Spinous processes
Dendrites that do not have a spinous process are called “smooth” dendrites. They pick up nerve impulses directly. While the dendrites have the spines, the nerve impulses can be absorbed through the spines as well as through the dendrite trunk.
The thorns emerge from the dendrites like little mushroom heads. They can increase or decrease in size depending on the activity. If they increase the surface of the dendrites, they create more space for connections.
They often contain a kind of calcium storage, the function of which is still being researched. Here you can learn more about calcium With the dendrite trunk and the thorns they take up the information. Usually these are exciting impulses.
In addition, they can “buffer” information and thus protect against stimulus satiation. It is also suspected that increased activity leads to a kind of competition between the linkages. In this case, the “stronger” linkage site receives more protein and can continue to develop, while the “weaker” linkage sites decrease in size due to protein deficiency. This means that the growth of specific sites is associated with a decrease in other sites. This could explain how special abilities improve while other abilities and skills of the person concerned become more difficult.
Axonal transport
The axon is a long tube-like nerve cell process that differs in some aspects from the dendrites. The axon serves to transport substances from the nerve cell body to another cell. For example, certain messenger substances, which are packed in so-called vesicles, as well as nutrients, reach another connection point.
On the other hand, substances can also be transported to the nerve cell body. In this way, not only substances that are good for the cell can reach the inside, but also pathogens. Since the transport mechanisms are complex and slow, the cell restores the released messenger substances and repackages them into vesicles.
The transport can take place with or without the so-called microtubules. The transport of enzymes and large cell scaffold proteins takes place without microtubules.
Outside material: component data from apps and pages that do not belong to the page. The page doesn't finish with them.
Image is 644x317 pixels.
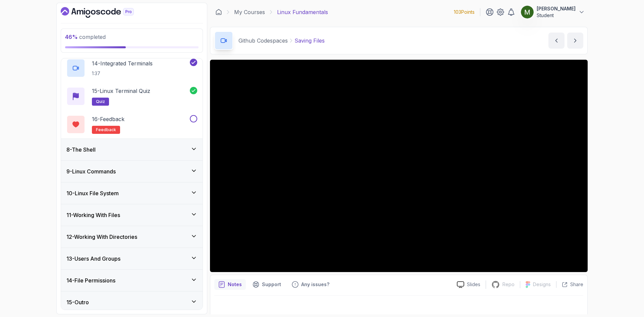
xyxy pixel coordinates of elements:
h3: 10 - Linux File System [66,189,119,197]
button: Share [556,281,583,288]
p: 1:37 [92,70,153,77]
iframe: 5 - Saving Files [210,60,587,272]
h3: 15 - Outro [66,298,89,306]
h3: 14 - File Permissions [66,277,116,284]
button: Feedback button [288,279,333,290]
span: feedback [96,127,116,132]
h3: 12 - Working With Directories [66,233,137,241]
button: user profile image[PERSON_NAME]Student [521,5,585,19]
button: 16-Feedbackfeedback [66,115,197,134]
button: 9-Linux Commands [61,161,203,182]
p: Slides [467,281,480,288]
p: Support [262,281,281,288]
button: 11-Working With Files [61,204,203,226]
h3: 11 - Working With Files [66,211,120,219]
button: notes button [214,279,246,290]
button: 14-Integrated Terminals1:37 [66,59,197,78]
h3: 8 - The Shell [66,146,96,154]
button: 15-Linux Terminal Quizquiz [66,87,197,106]
h3: 9 - Linux Commands [66,168,116,175]
a: My Courses [234,8,265,16]
button: next content [567,33,583,49]
h3: 13 - Users And Groups [66,255,120,263]
p: 14 - Integrated Terminals [92,59,153,67]
p: Designs [533,281,551,288]
p: Any issues? [301,281,329,288]
p: [PERSON_NAME] [537,5,576,12]
p: Saving Files [295,37,325,45]
span: quiz [96,99,105,104]
p: Share [570,281,583,288]
p: Repo [502,281,514,288]
button: 10-Linux File System [61,182,203,204]
button: 15-Outro [61,291,203,313]
p: 16 - Feedback [92,115,125,123]
p: Notes [228,281,242,288]
p: 15 - Linux Terminal Quiz [92,87,150,95]
button: 13-Users And Groups [61,248,203,270]
button: 12-Working With Directories [61,226,203,248]
a: Dashboard [215,9,222,15]
p: Student [537,12,576,19]
p: Linux Fundamentals [277,8,328,16]
p: Github Codespaces [238,37,288,45]
button: 8-The Shell [61,139,203,161]
a: Slides [451,281,486,288]
span: 46 % [65,33,78,40]
button: Support button [248,279,285,290]
p: 103 Points [454,9,474,15]
button: previous content [548,33,564,49]
button: 14-File Permissions [61,270,203,291]
span: completed [65,33,106,40]
a: Dashboard [61,7,149,18]
img: user profile image [521,6,533,19]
The excitatory or inhibitory information also passes through the axon to the nerve cell. The information is only passed on in one direction, namely that of the target organ. However, the information can spread in both directions in the dendrite and in the nerve cell body.
Abandonment of dendrites
The main task of dendrites is to receive information. They act like antennas, pick up information and pass it on. Within the dendrites the information can run in both directions, towards the cell body as well as back into the so-called dendrite tip.
This happens when an action potential is formed in the axon, which is then not only directed along the axon away from the nerve cell body, but also spreads back to the dendrites in the sense of feedback. This transmission is active, i.e. the dendrites are able to change and process the signals. They succeed in this with the help of proteins.
Especially near the point of connection, the dendrites have many structures that enable them to form and modify proteins. In order to fulfil their tasks, the dendrites need new proteins, which are transported from the cell body into the dendrites. Furthermore, messenger molecules, so-called mRNA, are transported into the dendrites.
These messenger molecules contain the building plan of proteins. Thus proteins can be produced in the dendrites. This plays an important role for the malleability of the nerve cells, the so-called neuroplasticity, which is of great importance for learning processes.
The connection points of the dendrites can be different. An exchange between axon and dendrite is frequent. However, an exchange between different dendrites is also possible.
There is another, rarer exchange possibility between axon and the spinous processes of the dendrites, which has not yet been further explored. Depending on the type and task of the nerve cells, different dendrite patterns can be visualized microscopically. However, their structure and function are very similar.
The so-called pseudounipolar nerve cells are an exception. Like some axons, they are surrounded by a mantle, the so-called myelin sheaths. This is why they show similarities to axons.
The dendrite takes up information from the body and passes it on to the brain. Through its sheath, this dendrite can transmit information over long distances. This is why it is also called a dendritic axon or an axon with dendritic character.
Furthermore, the thorns of the dendrites can protect the nerve cells from stimulus satiation, as they can temporarily store information. They do this when too much information is already being processed in the cell body at once. They adjust a suitable point in time to “replenish” information.
A further task of the dendrites is the nutrition of the nerve cells, whereby they support the glial cells. In addition, the dendrite branches contribute to an increase in the surface area of the nerve cell. Thus, they enable an increase in the possibilities of connection to other cells.